Christianity, as the main source of the moral development of nations, has discharged its office less by the inculcation of a system of ethics than by the attractive influence of its perfect ideal,-the character of the Christian Founder.

Résumé.-Parliament grew steadily in power and importance. The popular element was beginning to manifest itself in government. Feudal bondage was relaxing. The spirit of freedom, which heretofore had animated only the noble and the high-born, was now inflaming the heart of the serf. There was an almost simultaneous movement of the lower orders in various countries, owing plainly to general causes affecting European society. Amalgamation of races and hard-won concessions from despotic kings were creating an independent body of freemen.

Laws were inadequately administered. Property was insecure. The dwelling of the peasant was open to plunder, without hope of redress. Poverty and ignorance hovered over the masses. Domestic virtues were but slightly felt. Ideas of feasting and defense were pushed into the foreground. Luxury was inelegant, pleasures indelicate, pomp cumbersome and unwieldy. War stood on the right, and riot on the left.
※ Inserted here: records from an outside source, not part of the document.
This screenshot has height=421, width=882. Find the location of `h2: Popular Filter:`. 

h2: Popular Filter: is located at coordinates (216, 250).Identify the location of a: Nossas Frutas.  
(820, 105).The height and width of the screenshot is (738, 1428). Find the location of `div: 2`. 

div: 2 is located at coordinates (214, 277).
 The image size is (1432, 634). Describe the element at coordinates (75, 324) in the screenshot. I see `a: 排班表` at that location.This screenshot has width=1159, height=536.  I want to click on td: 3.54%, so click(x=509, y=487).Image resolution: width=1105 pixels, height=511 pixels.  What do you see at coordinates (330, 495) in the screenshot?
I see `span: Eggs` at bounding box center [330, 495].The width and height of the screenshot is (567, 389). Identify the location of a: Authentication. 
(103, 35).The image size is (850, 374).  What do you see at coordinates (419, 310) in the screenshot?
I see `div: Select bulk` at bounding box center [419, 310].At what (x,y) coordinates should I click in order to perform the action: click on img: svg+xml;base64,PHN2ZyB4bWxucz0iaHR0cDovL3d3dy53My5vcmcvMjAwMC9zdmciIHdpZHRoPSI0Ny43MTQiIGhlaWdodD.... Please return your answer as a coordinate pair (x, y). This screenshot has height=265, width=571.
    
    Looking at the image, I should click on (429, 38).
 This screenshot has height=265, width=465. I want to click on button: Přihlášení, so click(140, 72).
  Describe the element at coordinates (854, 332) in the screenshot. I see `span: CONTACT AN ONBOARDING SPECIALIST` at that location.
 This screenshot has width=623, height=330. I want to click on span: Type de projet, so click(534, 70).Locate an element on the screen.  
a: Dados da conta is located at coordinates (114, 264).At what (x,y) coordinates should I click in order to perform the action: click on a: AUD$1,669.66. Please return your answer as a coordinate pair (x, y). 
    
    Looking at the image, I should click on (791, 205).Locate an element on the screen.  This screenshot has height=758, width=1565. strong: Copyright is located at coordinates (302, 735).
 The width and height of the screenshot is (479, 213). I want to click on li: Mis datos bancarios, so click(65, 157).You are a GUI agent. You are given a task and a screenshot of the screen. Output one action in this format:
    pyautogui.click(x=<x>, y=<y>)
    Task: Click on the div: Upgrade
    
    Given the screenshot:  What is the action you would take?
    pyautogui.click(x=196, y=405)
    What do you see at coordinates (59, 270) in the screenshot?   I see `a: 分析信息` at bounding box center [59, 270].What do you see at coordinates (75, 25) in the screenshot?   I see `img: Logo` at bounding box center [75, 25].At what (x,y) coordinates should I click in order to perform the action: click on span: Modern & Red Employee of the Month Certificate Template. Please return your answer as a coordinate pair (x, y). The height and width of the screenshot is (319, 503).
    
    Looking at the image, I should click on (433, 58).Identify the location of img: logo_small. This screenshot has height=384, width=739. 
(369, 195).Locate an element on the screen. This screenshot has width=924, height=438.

The angry, fretful spirit of the working classes was joined to a restless state on religious matters, issuing in satire and stern attack. The multiplied abuses in different branches of the Church, strongly supported indeed by the overshadowing superstition of the land, were yet at war with stubborn English instincts,-love of home, industry, and justice. Theory and practice were corrupt, and the corruption irritated the ethical sense of the few and the common sense of the many; the first result finding representation in Wycliffe, the second in Chaucer.